PriorityMotif ,
@PriorityMotif@lemmy.world avatar

Back in my day you had to level the bed by hand! We had to put a piece of paper between the print nozzle and the bed until the gaps were perfect. If the bed was warped, there was nothing you could do!

EmilieEvans ,

BambuLab wants to be the Apple of 3D-printing. So they simplified and decided the factory bed level with auto bed leveling/compensation is good enough for the user.

On high end printers there is just no need to level them. The factory does it and the bed won't move at all due to the excellent mechanical designs.

Everything else? They have it to level the corners of the bed and use automatic bed leveling/correction to get it perfect and adjust for build plate imperfections.

There is one system that does level the bed but doesn't need the knobs as each of the three mounting points is connected to an independent z-axis (kinematic bed): https://www.youtube.com/watch?v=bgkK7Fez8VU

nikscha ,

Good comparison with Apple (no open source anything)

navi ,

WebKit is open source 😅 so maybe Bamboo is a little worse in that regard.

claymore ,
@claymore@pawb.social avatar

WebKit is only open source because they forked KHTML to create it, which is licenced under LGPL

wjrii ,

The Bambu will have some sort of auto bed leveling. The simplest method is a limit switch connected to a small plunger style probe mounted next to the nozzle.

Whatever the specific method, the idea is something that lets the printer sample multiple points on the bed and use the Z axis dynamically to adjust for the small irregularities. If you don’t have that, even half a millimeter can ruin print quality, so the leveling screws are there to handle it manually from the bed side.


In the entries that follow, how many lines hold "Radar"? Nothing but the number is expected.
**** Records for processing ****
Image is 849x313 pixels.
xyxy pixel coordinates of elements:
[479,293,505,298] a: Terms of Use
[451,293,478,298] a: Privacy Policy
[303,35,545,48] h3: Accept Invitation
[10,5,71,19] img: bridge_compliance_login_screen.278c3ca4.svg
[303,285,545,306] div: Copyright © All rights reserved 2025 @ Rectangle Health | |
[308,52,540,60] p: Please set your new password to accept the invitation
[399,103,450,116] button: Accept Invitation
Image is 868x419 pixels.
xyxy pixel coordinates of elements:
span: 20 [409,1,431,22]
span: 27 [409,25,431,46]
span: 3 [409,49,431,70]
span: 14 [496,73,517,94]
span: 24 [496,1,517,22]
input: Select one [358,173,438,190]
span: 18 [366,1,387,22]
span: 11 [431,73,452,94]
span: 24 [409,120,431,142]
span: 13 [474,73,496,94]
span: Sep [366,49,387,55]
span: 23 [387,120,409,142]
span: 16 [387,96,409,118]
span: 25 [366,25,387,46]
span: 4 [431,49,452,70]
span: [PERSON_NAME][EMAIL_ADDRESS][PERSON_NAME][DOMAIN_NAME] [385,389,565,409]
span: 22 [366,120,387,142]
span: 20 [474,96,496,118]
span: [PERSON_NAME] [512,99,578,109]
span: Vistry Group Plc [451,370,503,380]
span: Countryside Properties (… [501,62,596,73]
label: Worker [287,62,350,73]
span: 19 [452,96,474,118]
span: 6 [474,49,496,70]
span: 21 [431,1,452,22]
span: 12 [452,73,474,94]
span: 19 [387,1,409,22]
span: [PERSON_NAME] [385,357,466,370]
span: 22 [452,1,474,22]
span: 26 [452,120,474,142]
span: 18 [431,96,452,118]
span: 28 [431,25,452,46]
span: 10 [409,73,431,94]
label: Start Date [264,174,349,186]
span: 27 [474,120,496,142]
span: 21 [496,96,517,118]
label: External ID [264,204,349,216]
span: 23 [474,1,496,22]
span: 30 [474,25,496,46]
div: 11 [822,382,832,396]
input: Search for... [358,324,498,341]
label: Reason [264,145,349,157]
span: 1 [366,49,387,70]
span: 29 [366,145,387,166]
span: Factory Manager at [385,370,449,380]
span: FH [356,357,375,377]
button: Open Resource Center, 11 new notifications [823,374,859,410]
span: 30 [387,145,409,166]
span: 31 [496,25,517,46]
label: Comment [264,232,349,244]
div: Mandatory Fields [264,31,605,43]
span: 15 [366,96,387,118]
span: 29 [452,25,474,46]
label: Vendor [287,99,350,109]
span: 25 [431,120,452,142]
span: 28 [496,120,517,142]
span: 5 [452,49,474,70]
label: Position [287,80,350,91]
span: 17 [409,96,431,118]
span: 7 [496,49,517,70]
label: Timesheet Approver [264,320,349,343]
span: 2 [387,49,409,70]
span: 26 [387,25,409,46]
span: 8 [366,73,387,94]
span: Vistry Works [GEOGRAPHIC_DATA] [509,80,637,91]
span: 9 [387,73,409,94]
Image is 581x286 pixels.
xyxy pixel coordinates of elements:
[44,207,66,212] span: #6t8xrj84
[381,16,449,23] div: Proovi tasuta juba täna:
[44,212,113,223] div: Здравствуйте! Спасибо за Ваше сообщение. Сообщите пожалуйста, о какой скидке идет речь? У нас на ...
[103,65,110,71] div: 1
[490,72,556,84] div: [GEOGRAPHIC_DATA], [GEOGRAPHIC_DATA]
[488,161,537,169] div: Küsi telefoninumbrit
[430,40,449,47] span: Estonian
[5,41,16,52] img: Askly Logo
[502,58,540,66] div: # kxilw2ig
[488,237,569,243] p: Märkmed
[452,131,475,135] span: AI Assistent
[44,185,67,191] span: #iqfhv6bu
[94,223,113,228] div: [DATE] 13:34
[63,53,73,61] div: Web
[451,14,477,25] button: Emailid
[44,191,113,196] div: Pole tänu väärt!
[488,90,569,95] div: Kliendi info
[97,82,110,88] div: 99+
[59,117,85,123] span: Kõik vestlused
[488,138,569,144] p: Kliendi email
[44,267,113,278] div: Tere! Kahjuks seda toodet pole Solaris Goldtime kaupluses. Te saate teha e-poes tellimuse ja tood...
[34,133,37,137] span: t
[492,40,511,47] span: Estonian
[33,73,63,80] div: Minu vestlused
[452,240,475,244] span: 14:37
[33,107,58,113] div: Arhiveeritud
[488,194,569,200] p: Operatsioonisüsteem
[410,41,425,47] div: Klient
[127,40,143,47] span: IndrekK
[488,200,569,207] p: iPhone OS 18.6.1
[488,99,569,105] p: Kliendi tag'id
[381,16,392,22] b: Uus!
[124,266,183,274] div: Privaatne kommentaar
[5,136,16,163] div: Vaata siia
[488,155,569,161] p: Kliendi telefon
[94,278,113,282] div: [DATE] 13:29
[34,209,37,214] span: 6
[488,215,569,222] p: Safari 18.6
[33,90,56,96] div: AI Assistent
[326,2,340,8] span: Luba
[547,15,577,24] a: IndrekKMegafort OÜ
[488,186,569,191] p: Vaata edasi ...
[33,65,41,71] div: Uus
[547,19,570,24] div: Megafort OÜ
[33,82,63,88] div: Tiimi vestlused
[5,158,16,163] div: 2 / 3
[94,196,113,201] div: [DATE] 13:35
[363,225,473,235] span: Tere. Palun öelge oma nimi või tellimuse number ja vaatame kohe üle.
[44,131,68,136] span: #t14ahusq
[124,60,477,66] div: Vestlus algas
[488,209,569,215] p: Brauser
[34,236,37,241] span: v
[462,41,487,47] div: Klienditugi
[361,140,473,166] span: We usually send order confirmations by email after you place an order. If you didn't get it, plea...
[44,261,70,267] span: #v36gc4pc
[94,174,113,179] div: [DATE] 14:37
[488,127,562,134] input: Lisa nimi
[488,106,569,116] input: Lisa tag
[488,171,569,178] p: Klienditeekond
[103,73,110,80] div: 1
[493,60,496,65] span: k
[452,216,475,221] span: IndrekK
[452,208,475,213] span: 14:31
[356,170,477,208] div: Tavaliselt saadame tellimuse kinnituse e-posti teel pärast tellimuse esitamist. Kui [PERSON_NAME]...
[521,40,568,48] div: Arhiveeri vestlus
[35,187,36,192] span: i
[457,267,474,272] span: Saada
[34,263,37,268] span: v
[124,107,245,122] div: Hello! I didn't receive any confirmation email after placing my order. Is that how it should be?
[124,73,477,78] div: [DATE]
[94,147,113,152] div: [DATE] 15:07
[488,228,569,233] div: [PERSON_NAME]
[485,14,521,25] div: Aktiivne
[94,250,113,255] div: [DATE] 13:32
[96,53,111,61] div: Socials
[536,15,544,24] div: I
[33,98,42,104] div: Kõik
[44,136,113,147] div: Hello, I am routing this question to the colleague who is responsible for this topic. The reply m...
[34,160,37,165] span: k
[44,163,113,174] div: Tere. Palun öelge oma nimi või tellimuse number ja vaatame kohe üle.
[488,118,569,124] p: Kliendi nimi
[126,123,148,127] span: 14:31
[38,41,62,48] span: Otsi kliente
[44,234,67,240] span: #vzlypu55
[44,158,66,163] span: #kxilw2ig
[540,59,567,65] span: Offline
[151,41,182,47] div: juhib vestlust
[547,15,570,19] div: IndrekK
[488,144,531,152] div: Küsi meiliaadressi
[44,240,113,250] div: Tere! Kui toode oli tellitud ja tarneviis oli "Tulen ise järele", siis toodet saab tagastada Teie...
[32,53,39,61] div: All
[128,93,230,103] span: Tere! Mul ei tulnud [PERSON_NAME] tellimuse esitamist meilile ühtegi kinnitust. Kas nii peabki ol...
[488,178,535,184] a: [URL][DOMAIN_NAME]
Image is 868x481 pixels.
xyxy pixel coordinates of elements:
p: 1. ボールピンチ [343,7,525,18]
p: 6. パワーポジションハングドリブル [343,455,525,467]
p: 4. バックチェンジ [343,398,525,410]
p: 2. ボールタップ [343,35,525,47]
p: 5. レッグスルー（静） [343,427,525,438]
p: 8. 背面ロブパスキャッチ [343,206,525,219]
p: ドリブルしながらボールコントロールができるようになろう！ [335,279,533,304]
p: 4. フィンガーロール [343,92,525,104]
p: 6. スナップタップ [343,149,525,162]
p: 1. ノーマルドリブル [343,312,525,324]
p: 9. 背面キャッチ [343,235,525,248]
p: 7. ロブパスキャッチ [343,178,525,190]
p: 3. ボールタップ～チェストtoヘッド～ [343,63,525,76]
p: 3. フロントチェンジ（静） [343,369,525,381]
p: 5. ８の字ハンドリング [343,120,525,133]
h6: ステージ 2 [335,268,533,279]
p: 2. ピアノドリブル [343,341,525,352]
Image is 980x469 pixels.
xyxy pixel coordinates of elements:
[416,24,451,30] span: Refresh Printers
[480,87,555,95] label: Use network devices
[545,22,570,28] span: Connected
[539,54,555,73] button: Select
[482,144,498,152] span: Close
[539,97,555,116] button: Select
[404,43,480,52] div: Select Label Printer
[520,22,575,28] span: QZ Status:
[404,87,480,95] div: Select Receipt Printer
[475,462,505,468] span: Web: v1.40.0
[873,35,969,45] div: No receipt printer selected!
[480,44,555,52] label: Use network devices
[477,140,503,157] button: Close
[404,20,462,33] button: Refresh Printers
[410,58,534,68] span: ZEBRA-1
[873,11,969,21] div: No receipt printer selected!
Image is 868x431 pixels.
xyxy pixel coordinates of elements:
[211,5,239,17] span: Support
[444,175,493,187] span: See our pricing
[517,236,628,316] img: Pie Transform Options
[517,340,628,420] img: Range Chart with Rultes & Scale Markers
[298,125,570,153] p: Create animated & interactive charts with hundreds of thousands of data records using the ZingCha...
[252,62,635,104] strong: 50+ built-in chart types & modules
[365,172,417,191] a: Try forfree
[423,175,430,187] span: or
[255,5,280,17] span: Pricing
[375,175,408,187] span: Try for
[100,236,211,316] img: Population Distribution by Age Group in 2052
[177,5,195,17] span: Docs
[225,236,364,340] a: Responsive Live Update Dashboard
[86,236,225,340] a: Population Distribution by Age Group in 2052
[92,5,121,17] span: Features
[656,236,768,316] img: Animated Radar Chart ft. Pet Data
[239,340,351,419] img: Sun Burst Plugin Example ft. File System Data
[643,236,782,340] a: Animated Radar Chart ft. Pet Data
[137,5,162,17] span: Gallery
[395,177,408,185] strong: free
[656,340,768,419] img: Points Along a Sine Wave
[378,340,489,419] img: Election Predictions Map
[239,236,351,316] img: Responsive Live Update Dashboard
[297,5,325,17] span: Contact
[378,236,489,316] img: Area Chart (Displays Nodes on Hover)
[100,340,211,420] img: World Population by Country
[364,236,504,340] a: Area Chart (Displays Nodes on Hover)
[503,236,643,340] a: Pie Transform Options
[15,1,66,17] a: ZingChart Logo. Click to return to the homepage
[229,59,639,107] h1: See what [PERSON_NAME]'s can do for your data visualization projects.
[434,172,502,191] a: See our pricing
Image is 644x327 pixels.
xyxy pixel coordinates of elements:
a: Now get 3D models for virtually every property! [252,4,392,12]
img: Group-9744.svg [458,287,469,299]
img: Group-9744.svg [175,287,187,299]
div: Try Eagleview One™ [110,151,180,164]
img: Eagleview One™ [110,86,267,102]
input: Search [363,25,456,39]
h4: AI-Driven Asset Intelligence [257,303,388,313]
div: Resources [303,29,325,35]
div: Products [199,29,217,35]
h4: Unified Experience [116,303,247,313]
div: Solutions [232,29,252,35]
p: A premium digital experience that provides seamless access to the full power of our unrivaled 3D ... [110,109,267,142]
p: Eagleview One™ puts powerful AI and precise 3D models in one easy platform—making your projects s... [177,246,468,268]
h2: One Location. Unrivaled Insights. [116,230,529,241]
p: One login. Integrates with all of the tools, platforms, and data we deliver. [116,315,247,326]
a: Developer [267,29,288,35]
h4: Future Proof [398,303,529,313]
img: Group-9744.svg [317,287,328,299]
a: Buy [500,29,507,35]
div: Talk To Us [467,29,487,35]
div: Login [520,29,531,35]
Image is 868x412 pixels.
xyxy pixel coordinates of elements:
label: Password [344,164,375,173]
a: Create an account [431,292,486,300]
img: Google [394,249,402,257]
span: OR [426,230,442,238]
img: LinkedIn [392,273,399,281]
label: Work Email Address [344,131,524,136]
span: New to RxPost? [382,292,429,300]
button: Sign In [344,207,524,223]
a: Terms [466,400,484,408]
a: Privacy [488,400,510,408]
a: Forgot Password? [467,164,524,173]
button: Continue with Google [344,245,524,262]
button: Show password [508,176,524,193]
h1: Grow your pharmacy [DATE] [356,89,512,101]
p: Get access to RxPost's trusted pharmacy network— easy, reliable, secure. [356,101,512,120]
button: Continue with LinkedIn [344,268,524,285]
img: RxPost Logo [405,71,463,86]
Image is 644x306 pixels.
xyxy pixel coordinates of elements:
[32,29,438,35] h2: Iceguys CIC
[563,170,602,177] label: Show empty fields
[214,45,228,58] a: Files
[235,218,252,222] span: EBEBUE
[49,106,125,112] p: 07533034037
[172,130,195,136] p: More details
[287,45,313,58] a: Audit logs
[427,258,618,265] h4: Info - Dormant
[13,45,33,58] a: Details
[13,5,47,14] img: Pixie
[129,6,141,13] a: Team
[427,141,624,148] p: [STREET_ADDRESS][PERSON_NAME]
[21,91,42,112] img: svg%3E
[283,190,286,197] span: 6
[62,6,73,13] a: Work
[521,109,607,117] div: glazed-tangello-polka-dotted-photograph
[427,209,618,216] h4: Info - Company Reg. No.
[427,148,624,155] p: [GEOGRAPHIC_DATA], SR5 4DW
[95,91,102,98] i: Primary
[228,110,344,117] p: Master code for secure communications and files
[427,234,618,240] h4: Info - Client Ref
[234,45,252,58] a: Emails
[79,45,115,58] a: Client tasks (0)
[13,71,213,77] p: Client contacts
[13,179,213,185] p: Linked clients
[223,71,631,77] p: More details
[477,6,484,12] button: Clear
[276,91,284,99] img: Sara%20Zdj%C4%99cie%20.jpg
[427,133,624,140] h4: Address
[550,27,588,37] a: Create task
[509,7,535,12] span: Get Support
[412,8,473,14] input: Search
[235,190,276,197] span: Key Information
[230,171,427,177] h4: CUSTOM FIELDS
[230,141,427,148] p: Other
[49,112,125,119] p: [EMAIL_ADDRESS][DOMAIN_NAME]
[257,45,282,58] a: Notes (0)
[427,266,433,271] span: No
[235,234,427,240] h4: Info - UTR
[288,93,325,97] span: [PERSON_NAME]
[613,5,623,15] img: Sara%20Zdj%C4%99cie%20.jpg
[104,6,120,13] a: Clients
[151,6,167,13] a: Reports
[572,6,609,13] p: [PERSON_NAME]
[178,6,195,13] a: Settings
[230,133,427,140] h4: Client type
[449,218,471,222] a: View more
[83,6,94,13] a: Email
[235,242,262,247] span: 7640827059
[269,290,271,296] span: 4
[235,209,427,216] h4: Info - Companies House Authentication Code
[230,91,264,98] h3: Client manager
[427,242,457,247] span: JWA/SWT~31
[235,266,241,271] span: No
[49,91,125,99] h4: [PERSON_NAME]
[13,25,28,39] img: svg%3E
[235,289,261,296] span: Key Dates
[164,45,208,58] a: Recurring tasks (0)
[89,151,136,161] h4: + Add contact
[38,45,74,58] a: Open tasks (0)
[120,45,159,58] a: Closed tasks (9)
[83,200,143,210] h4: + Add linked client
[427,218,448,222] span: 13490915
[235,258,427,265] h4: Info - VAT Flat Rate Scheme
****
▸ Solution: 2